Concurrency & Resource Management
Concurrency Group Patterns:
gh-aw-${{ github.workflow }}(117 workflows) - Per-workflow serializationgh-aw-${{ github.workflow }}-${{ github.event.issue.number }}(13 workflows) - Per-issue serializationgh-aw-${{ github.workflow }}-${{ github.event.pull_request.number }}(14 workflows) - Per-PR serializationCache Usage: 45% of workflows use GitHub Actions cache for:
Workflow Naming Patterns
Top workflow name prefixes by frequency:
Naming Convention: Clear, descriptive prefixes (daily-, test-, security-) make workflow purposes immediately apparent.
Interesting Findings
Perfect Concurrency Adoption: 100% of workflows implement concurrency groups, demonstrating excellent resource management and preventing duplicate executions.
Hybrid Scheduling Model: The combination of scheduled triggers (69.8%) and manual dispatch (87.9%) enables both automated monitoring and ad-hoc analysis, providing flexibility without sacrificing automation.

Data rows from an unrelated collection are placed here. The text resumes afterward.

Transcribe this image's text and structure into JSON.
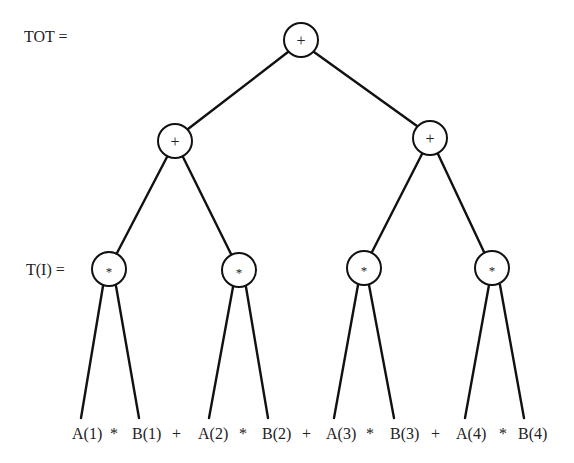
{
  "diagram": {
    "type": "expression-tree",
    "labels": {
      "root": "TOT =",
      "level3": "T(I) ="
    },
    "nodes": [
      {
        "id": "root",
        "op": "+",
        "x": 301,
        "y": 40
      },
      {
        "id": "left-sum",
        "op": "+",
        "x": 175,
        "y": 141
      },
      {
        "id": "right-sum",
        "op": "+",
        "x": 430,
        "y": 138
      },
      {
        "id": "mul-1",
        "op": "*",
        "x": 109,
        "y": 269
      },
      {
        "id": "mul-2",
        "op": "*",
        "x": 239,
        "y": 270
      },
      {
        "id": "mul-3",
        "op": "*",
        "x": 364,
        "y": 268
      },
      {
        "id": "mul-4",
        "op": "*",
        "x": 492,
        "y": 268
      }
    ],
    "expression": {
      "tokens": [
        "A(1)",
        "*",
        "B(1)",
        "+",
        "A(2)",
        "*",
        "B(2)",
        "+",
        "A(3)",
        "*",
        "B(3)",
        "+",
        "A(4)",
        "*",
        "B(4)"
      ]
    }
  }
}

Noop as Standard Practice: The overwhelming use of the
noopsafe output (94.6%) shows a mature transparency pattern where workflows always produce visible status, even when no other actions are needed.Lightweight Runners Preferred: 56% preference for
ubuntu-slimoverubuntu-latestsuggests optimization for faster agent startup and reduced billing.No Discussion Creation Yet: Despite the repository having 149 agentic workflows, none currently create GitHub Discussions, making this statistical analysis report the inaugural discussion!
Consistent Structure: The standardized 5-job pattern (detection → activation → agent → safe_outputs → conclusion) across all workflows suggests a well-established workflow framework.
Weekday-Focused Automation: Schedule patterns heavily favor weekday execution (Monday-Friday), aligning with business hours and active development periods.
MCP Server Ecosystem: 8 different MCP servers in use, with GitHub MCP dominating (94% of references), but showing diversity in capabilities (browser automation, research, documentation).
Historical Trends
This is the first comprehensive lockfile statistics analysis. Future analyses will compare:
Baseline Established: February 2, 2026
Recommendations
Based on this analysis, here are suggested improvements and best practices:
Consider Discussion Creation: Only 0% of workflows create discussions. For audit reports, community updates, and comprehensive analyses, leveraging the
create-discussionsafe output could improve visibility.Optimize Runner Selection: With ubuntu-slim showing 56% adoption, workflows still on ubuntu-latest could benefit from migration for faster startup times.
Cache Memory Expansion: Only 45% of workflows use caching. More workflows could benefit from cache memory for historical tracking and performance optimization.
Schedule Distribution: With 89 unique cron patterns, there's good time distribution, but some hours (10-14 UTC) are more crowded. Consider redistributing for even resource utilization.
Safe Output Diversity: Explore using
create-issuefor discovered problems andcreate-pull-requestfor automated fixes, expanding beyond the current noop/add-comment pattern.Timeout Optimization: With an average of 16.6 minutes, some workflows might benefit from optimized timeouts based on actual execution patterns.
Methodology
.github/workflows/*.lock.yml/tmp/gh-aw/cache-memory/scripts//tmp/gh-aw/cache-memory/history/2026-02-02.jsonAnalysis Scripts Created:
analyze_lockfiles.sh- Main analysis orchestratorextract_triggers.sh- Trigger and schedule extractionanalyze_safe_outputs.sh- Safe outputs detailed analysisdetailed_analysis.sh- Structural characteristic extractionfinal_stats.sh- Summary statistics generationAll scripts are persisted in cache memory for future analyses and reuse.